Luncheon was served on the 3rd May, however, in the Louis XIII dining room. We didn't complain, since we were made to feel like guests of the ancient king. I must say, I rather like it when the waiting staff are attentive to your needs without smothering you with obsequiousness. It's not a recipe for self-consciousness and you don't feel compelled to swish them away with a disdainful flick of your hand, as you might dismiss a needy dog. But the most wonderful thing about a freebie in a place like this is that you don't have to pay for it. Otherwise, I might have felt like a passenger in a gridlocked taxi as each course arrived with a flourish and a dutiful description.



Because it wasn't 'alf expensive. But then, if you go there as a paying customer, what you're really buying is an unforgettable experience. Our delightful hostess, Stéphanie – dressed refreshingly in jeans and trainers (albeit of an evident quality) – expressed surprise that we hadn't been before now. We feigned suitable shame, but I think she was mistaking us, dressed up for the occasion, for punters with the means to spend more than a vet's bill on a single lunch. We are not holidaymakers, nor the kind of native prepared to spend whatever it takes on a memorable bouffe.



I bumped into Stéphanie again in Brive on Wednesday afternoon. I was there principally to strim the garden of my therapeutic wife's clinic and its back passage that gets fouled by every passing dog. As part of my article, though, I have to feature a few specialist shops where happy holidaymakers can buy the kinds of ingredients featured in my three chosen restaurants.

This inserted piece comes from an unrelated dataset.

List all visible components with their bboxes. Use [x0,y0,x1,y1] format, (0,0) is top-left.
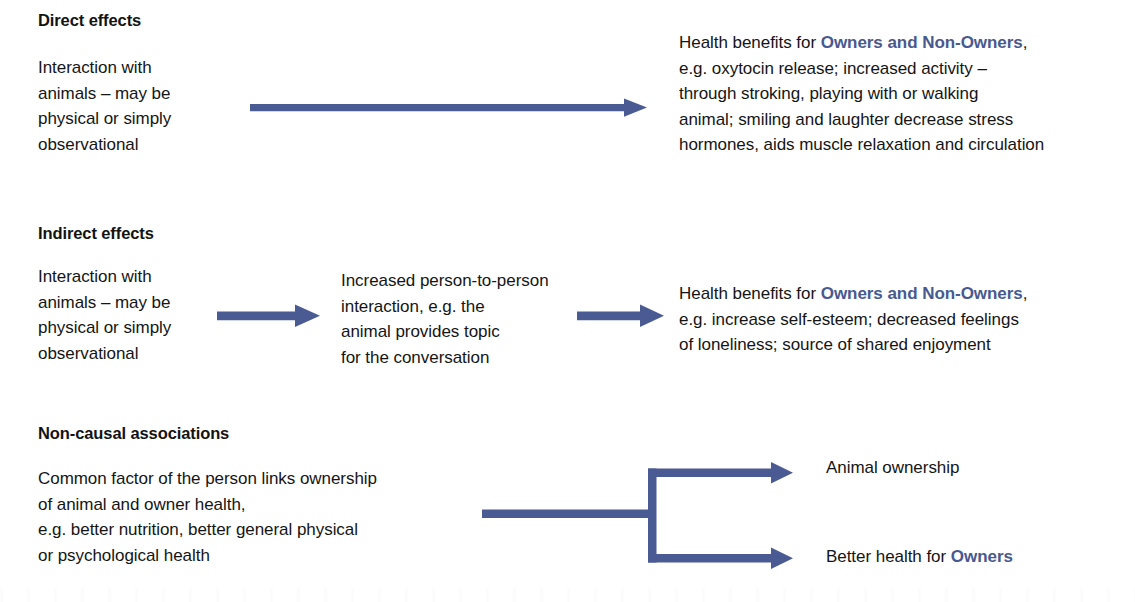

Clutching my copy of France Magazine, I boldly popped into Eric Lamy, reputedly the best chocolatier in the area. There she was, in conference with the head honcho about his forthcoming macaroon workshop in her chateau. Maybe she reassured him of my bona fides, because I was treated quite ceremoniously and given a box of their wares to sample back home. And sample we did! Clearly, there are chocolates... and then there are chocolates.



The Daughter and I had been looking forward to stage 3 of the gastronomic tour of duty. Saturday is a working day for my wife, so I was due to take Tilley to the Pont de l'Ouysse at La Cave. It has a fine reputation. Although, unlike the other two, it doesn't have an actual star, it's there in the Michelin guide.



But Saturday turned into a dies horribilis. Our not inconsiderable cat, our beautiful Myrtle the Turtle, started gasping for breath. Tilley and I rushed her to the vet, where Amélie – the angel of mercy, who had come to the house to end our Alf's suffering on New Year's Eve – couldn't find a heartbeat because there was so much fluid on her lungs. She tranquilised her to calm her down and put her immediately on oxygen. We should return home, she suggested, but the prognosis was not good at all.



So I cancelled our lunch date, since both of us were in a state of shock. After lunch, the vet phoned to tell us that there was nothing that she could do for Myrtle. She offered us the choice of incinerating the body or taking her back to be buried here. To cremate our cat individually so we could scatter her ashes here would have cost a hind leg. Since none of us could bear the thought of our regal cat being buried, as it were, in a common pauper's grave, we opted for a home burial.




A metre's depth, they say, will keep the dog far hence that's foe to man. Given the rocky clay on which this house and garden sit, that would be a tall order – particularly with a strained rib muscle from my Herculean attempts to remove a wheel from my wife's car. Nevertheless, I would give it my best shot.



We selected a site at the foot of Alfie's grave, the one with an old basin on top of it for the moment to keep the dog far hence that's foe to man, since Myrtle loved the gentle old soul. I laboured for at least three hours with pick axe, spade, trowel and gloved hands, but gave up the struggle when my tape measure revealed that I'd only reached 60cm. We would compensate for the shallow grave with a bucket full of lime this time.

So Myrtle the Turtle is buried in a grave covered temporarily with old roof tiles to keep rooting creatures... Tilley and I will complete my gastronomic tour now on Wednesday. It's just as well that it will be another freebie after paying the vet's bill.